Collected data
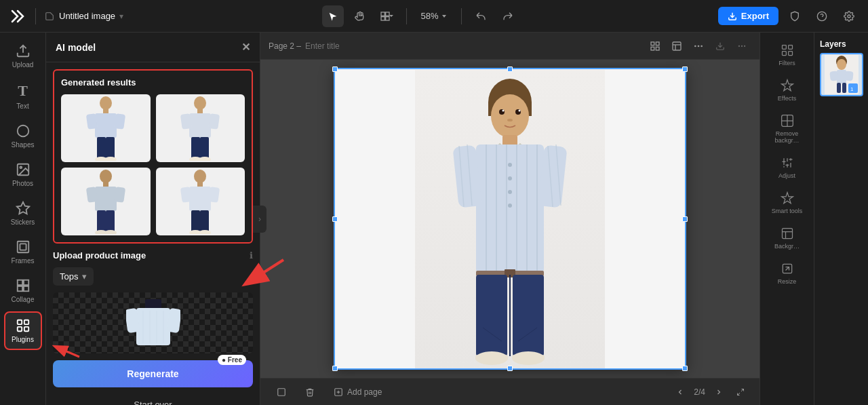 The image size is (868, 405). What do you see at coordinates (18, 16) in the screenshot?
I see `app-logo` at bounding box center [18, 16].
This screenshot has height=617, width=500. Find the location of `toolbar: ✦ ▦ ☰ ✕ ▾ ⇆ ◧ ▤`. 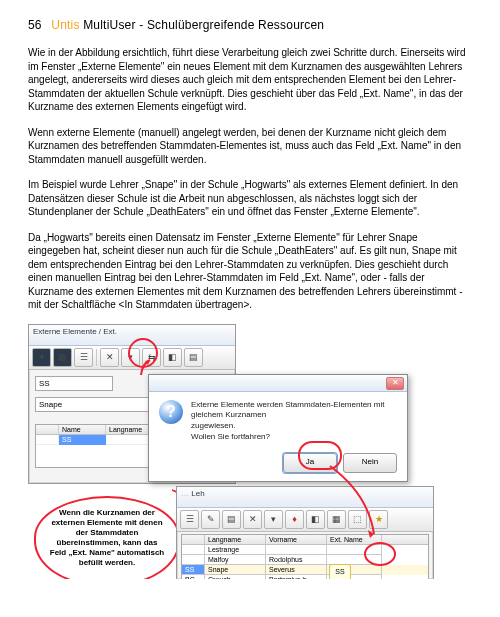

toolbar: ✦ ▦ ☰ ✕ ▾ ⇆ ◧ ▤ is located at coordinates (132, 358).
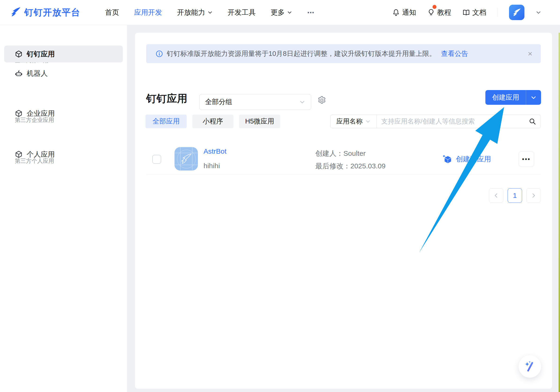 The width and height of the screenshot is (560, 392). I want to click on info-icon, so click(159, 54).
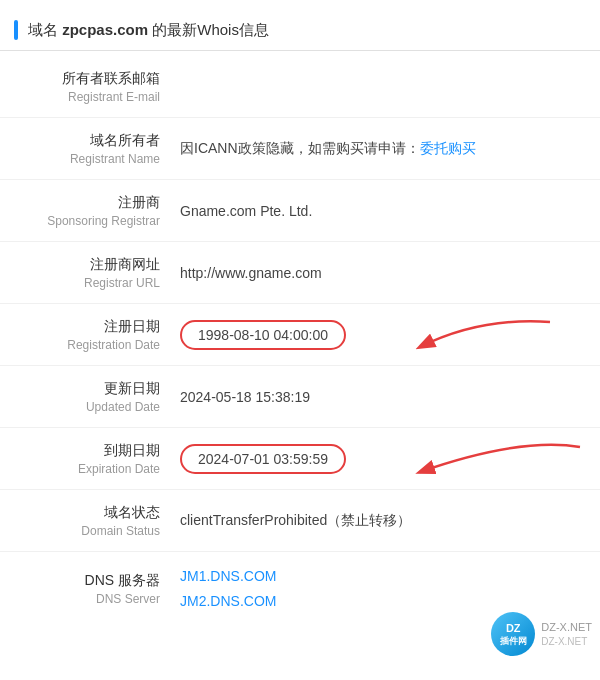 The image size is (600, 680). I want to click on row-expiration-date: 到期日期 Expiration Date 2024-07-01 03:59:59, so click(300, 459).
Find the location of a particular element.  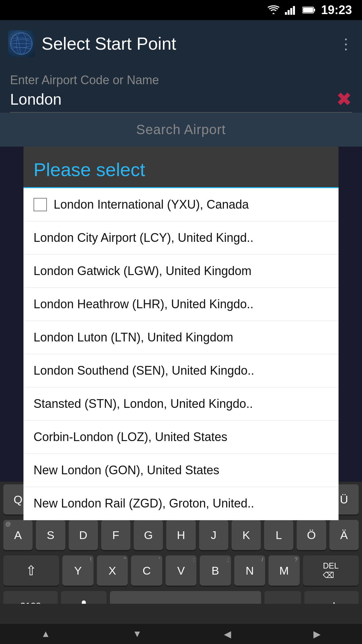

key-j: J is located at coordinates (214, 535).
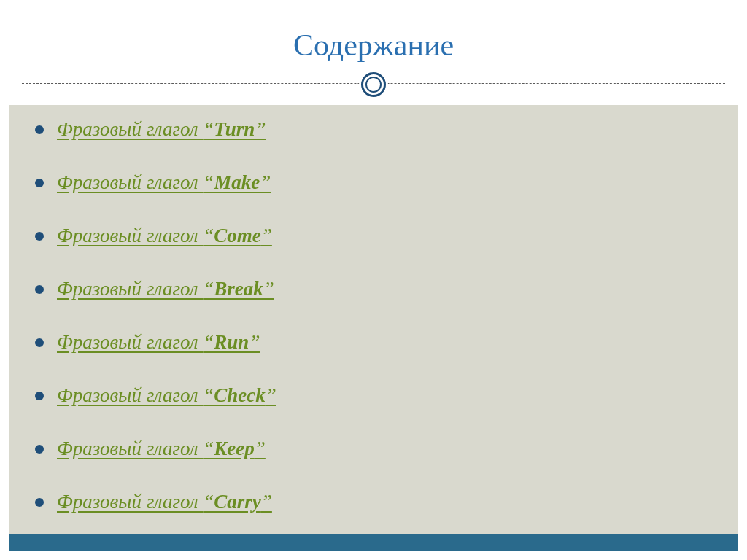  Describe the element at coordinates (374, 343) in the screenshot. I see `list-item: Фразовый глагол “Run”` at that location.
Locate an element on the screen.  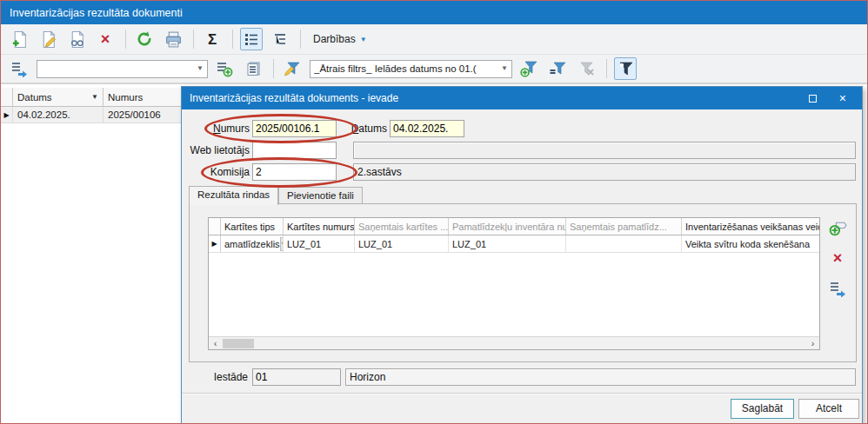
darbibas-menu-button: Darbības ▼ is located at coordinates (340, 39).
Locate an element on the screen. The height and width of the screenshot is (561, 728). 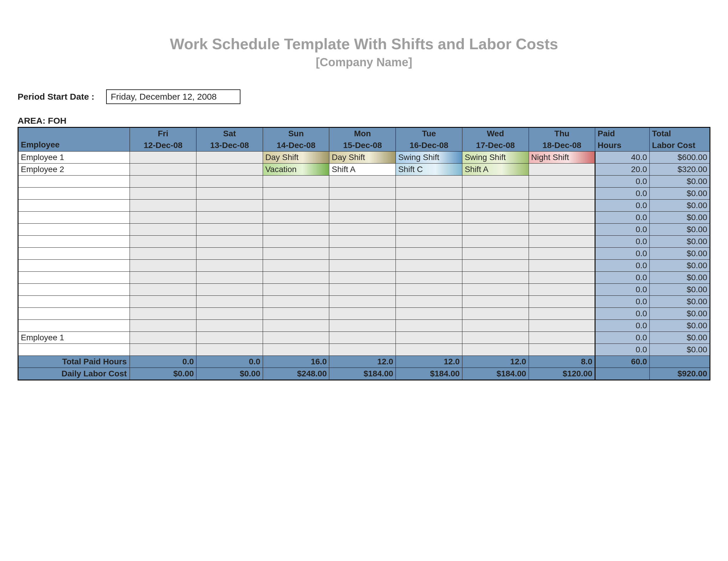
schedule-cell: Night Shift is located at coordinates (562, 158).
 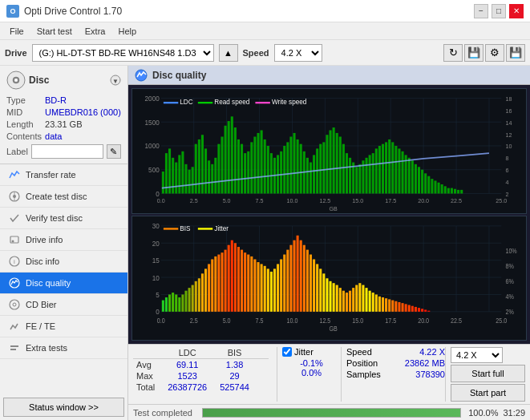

■ Exercise goal
In the entries above, find the line containing "This screenshot has"; transcribe exactly that line and every line after it through the end, and only those, omitting pictures.

■ Task answer
This screenshot has height=617, width=500. Find the location of `toolbar: ✦ ▦ ☰ ✕ ▾ ⇆ ◧ ▤`. 

toolbar: ✦ ▦ ☰ ✕ ▾ ⇆ ◧ ▤ is located at coordinates (132, 358).
 The width and height of the screenshot is (560, 392). I want to click on info-icon, so click(159, 54).
 The image size is (600, 680). I want to click on row-expiration-date: 到期日期 Expiration Date 2024-07-01 03:59:59, so click(300, 459).
Find the location of a particular element.  

key-j: J is located at coordinates (214, 535).
  Describe the element at coordinates (374, 343) in the screenshot. I see `list-item: Фразовый глагол “Run”` at that location.
Locate an element on the screen.  
darbibas-menu-button: Darbības ▼ is located at coordinates (340, 39).
Locate an element on the screen. The height and width of the screenshot is (561, 728). 
schedule-cell: Night Shift is located at coordinates (562, 158).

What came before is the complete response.